Crispin’s Day-style speech to inspire his small band of true believers? Nope. (The priest is played by Denis Lavant, memorable from 2012’s mind-bending Holy Motors.) This indolence probably helps the film to lodge more stubbornly in the audience’s memory, even as it makes it a minor chore to sit through.Īgain, this may in part be because Pallières is determined to skip the obligatory scenes that so often attend this sort of film. Midway through, when a priest warns Kohlhaas that only humility and forgiveness can achieve the ends he has chosen to pursue through violence, even the speech seems to last an eternity.
AGE OF REBELLION CAST FULL
It imparts a sense of life in the 1530s as brief and full of hardship, with little hope that one’s fortunes or station in life might be improved. And then there’s the matter of its pace, which can fairly be described. There’s almost no music, just the pervasive rasp of a brutal wind whipping a landscape as beautiful and unyielding as Mikkelsen’s indelible face. Though visually lush and rich in rustic detail-a sex scene between Kohlhaas and his wife is no more sentimental or prurient than a later one where Kohlhaas helps a mare give birth-the film is spare to the point of confusion. That impassive but selectively expressive mug is what makes Age Of Uprising’s climax shocking and memorable, but not at all in the way viewers will be conditioned to expect.Īnd getting there demands no small reserve of patience.
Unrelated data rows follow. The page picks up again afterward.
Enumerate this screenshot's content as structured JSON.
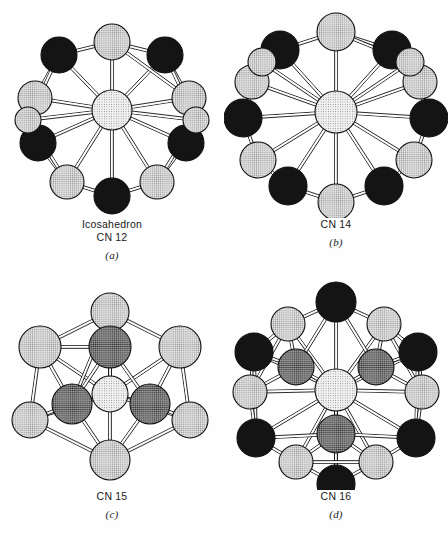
{
  "figure": {
    "background_color": "#fefefe",
    "line_color": "#111111",
    "panel_count": 4
  },
  "palette": {
    "dark_sphere": "#141414",
    "light_sphere": "#d9d9d9",
    "medium_sphere": "#8c8c8c",
    "center_sphere": "#ebebeb",
    "outline": "#111111"
  },
  "panels": [
    {
      "id": "a",
      "name": "Icosahedron",
      "cn_label": "CN 12",
      "letter": "(a)",
      "coordination_number": 12,
      "center_atom": {
        "cx": 112,
        "cy": 110,
        "r": 20,
        "shade": "center"
      },
      "vertices": [
        {
          "cx": 112,
          "cy": 42,
          "r": 18,
          "shade": "light"
        },
        {
          "cx": 165,
          "cy": 55,
          "r": 18,
          "shade": "dark"
        },
        {
          "cx": 59,
          "cy": 55,
          "r": 18,
          "shade": "dark"
        },
        {
          "cx": 189,
          "cy": 98,
          "r": 17,
          "shade": "light"
        },
        {
          "cx": 35,
          "cy": 98,
          "r": 17,
          "shade": "light"
        },
        {
          "cx": 186,
          "cy": 143,
          "r": 18,
          "shade": "dark"
        },
        {
          "cx": 38,
          "cy": 143,
          "r": 18,
          "shade": "dark"
        },
        {
          "cx": 157,
          "cy": 182,
          "r": 17,
          "shade": "light"
        },
        {
          "cx": 67,
          "cy": 182,
          "r": 17,
          "shade": "light"
        },
        {
          "cx": 112,
          "cy": 196,
          "r": 18,
          "shade": "dark"
        },
        {
          "cx": 196,
          "cy": 120,
          "r": 13,
          "shade": "light"
        },
        {
          "cx": 28,
          "cy": 120,
          "r": 13,
          "shade": "light"
        }
      ]
    },
    {
      "id": "b",
      "name": "",
      "cn_label": "CN 14",
      "letter": "(b)",
      "coordination_number": 14,
      "center_atom": {
        "cx": 112,
        "cy": 112,
        "r": 21,
        "shade": "center"
      },
      "vertices": [
        {
          "cx": 112,
          "cy": 32,
          "r": 19,
          "shade": "light"
        },
        {
          "cx": 168,
          "cy": 50,
          "r": 19,
          "shade": "dark"
        },
        {
          "cx": 56,
          "cy": 50,
          "r": 19,
          "shade": "dark"
        },
        {
          "cx": 196,
          "cy": 82,
          "r": 17,
          "shade": "light"
        },
        {
          "cx": 28,
          "cy": 82,
          "r": 17,
          "shade": "light"
        },
        {
          "cx": 205,
          "cy": 118,
          "r": 19,
          "shade": "dark"
        },
        {
          "cx": 19,
          "cy": 118,
          "r": 19,
          "shade": "dark"
        },
        {
          "cx": 190,
          "cy": 160,
          "r": 18,
          "shade": "light"
        },
        {
          "cx": 34,
          "cy": 160,
          "r": 18,
          "shade": "light"
        },
        {
          "cx": 160,
          "cy": 186,
          "r": 19,
          "shade": "dark"
        },
        {
          "cx": 64,
          "cy": 186,
          "r": 19,
          "shade": "dark"
        },
        {
          "cx": 112,
          "cy": 202,
          "r": 18,
          "shade": "light"
        },
        {
          "cx": 186,
          "cy": 62,
          "r": 14,
          "shade": "light"
        },
        {
          "cx": 38,
          "cy": 62,
          "r": 14,
          "shade": "light"
        }
      ]
    },
    {
      "id": "c",
      "name": "",
      "cn_label": "CN 15",
      "letter": "(c)",
      "coordination_number": 15,
      "center_atom": {
        "cx": 110,
        "cy": 122,
        "r": 18,
        "shade": "center"
      },
      "vertices": [
        {
          "cx": 110,
          "cy": 40,
          "r": 19,
          "shade": "light"
        },
        {
          "cx": 110,
          "cy": 75,
          "r": 21,
          "shade": "medium"
        },
        {
          "cx": 40,
          "cy": 75,
          "r": 21,
          "shade": "light"
        },
        {
          "cx": 180,
          "cy": 75,
          "r": 21,
          "shade": "light"
        },
        {
          "cx": 72,
          "cy": 132,
          "r": 20,
          "shade": "medium"
        },
        {
          "cx": 150,
          "cy": 132,
          "r": 20,
          "shade": "medium"
        },
        {
          "cx": 30,
          "cy": 148,
          "r": 18,
          "shade": "light"
        },
        {
          "cx": 190,
          "cy": 148,
          "r": 18,
          "shade": "light"
        },
        {
          "cx": 110,
          "cy": 188,
          "r": 20,
          "shade": "light"
        }
      ]
    },
    {
      "id": "d",
      "name": "",
      "cn_label": "CN 16",
      "letter": "(d)",
      "coordination_number": 16,
      "center_atom": {
        "cx": 112,
        "cy": 118,
        "r": 21,
        "shade": "center"
      },
      "vertices": [
        {
          "cx": 112,
          "cy": 30,
          "r": 20,
          "shade": "dark"
        },
        {
          "cx": 64,
          "cy": 52,
          "r": 17,
          "shade": "light"
        },
        {
          "cx": 160,
          "cy": 52,
          "r": 17,
          "shade": "light"
        },
        {
          "cx": 30,
          "cy": 80,
          "r": 19,
          "shade": "dark"
        },
        {
          "cx": 194,
          "cy": 80,
          "r": 19,
          "shade": "dark"
        },
        {
          "cx": 72,
          "cy": 95,
          "r": 18,
          "shade": "medium"
        },
        {
          "cx": 152,
          "cy": 95,
          "r": 18,
          "shade": "medium"
        },
        {
          "cx": 26,
          "cy": 120,
          "r": 17,
          "shade": "light"
        },
        {
          "cx": 198,
          "cy": 120,
          "r": 17,
          "shade": "light"
        },
        {
          "cx": 32,
          "cy": 166,
          "r": 19,
          "shade": "dark"
        },
        {
          "cx": 192,
          "cy": 166,
          "r": 19,
          "shade": "dark"
        },
        {
          "cx": 112,
          "cy": 162,
          "r": 19,
          "shade": "medium"
        },
        {
          "cx": 72,
          "cy": 190,
          "r": 17,
          "shade": "light"
        },
        {
          "cx": 152,
          "cy": 190,
          "r": 17,
          "shade": "light"
        },
        {
          "cx": 112,
          "cy": 212,
          "r": 19,
          "shade": "dark"
        }
      ]
    }
  ]
}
With his thin-lipped, narrow-eyed, disquietingly symmetrical face, Mikkelsen is nearly as good a prop as he is an actor. Mikkelsen is no stranger to high-functioning, hyper-competent madmen: He played Bond villain Le Chiffre in 2006’s Casino Royale, then went to NBC’s Hannibal to follow Brian Cox and Anthony Hopkins in the role of everyone’s favorite human-liver-snacking psychiatrist. Kleist’s tale-a favorite of Franz Kafka’s, reportedly-is about Kohlhaas’ outwardly levelheaded, but possibly insane willingness to surrender everything to uphold the principle that everyone should follow the rules. Then again, he isn’t seeking justice: He’s looking for order. Viewers hungry for the type of historical revenge flick that used to end with Mel Gibson or Russell Crowe shirtless and bathed in their enemies’ blood-or for an arthouse limb-chopper like Nicholas Winding Refn’s Valhalla Rising, which, like Michael Kohlhaas, is built around a commanding Mikkelsen performance-may feel as frustrated as Kohlhaas does in his pursuit of justice. A leads to B leads to D or J or maybe P, because quickly, Kohlhaas becomes the head of peasant rebellion against the monarchy, though director Arnaud des Pallières depicts that rebellion with surprising restraint. When Kohlhaas’ wife can’t persuade him to cut his losses and drop the matter, she travels to petition “the princess” to intercede on Kohlhaas’s behalf. Kohlhaas (Danish star Mads Mikkelsen) takes the horse-pilferer to court, but the nobleman uses his influence to get the case dismissed. Set in the 16th century, in what’s now part of Berlin, this austere, forbidding film follows a humble man on a self-immolating quest for satisfaction after a baron illegally confiscates two of his horses, then returns them wounded and broken.
Anyone unfamiliar with German author Heinrich von Kleist and his 200-year-old novella Michael Kohlhaas will likely spend much of Age Of Uprising-the book’s puckishly misnamed second cinematic translation, and a 2013 Palme d’Or nominee-twitchily anticipating a Braveheart-esque orgy of ass-kicking, bastard-impaling payback.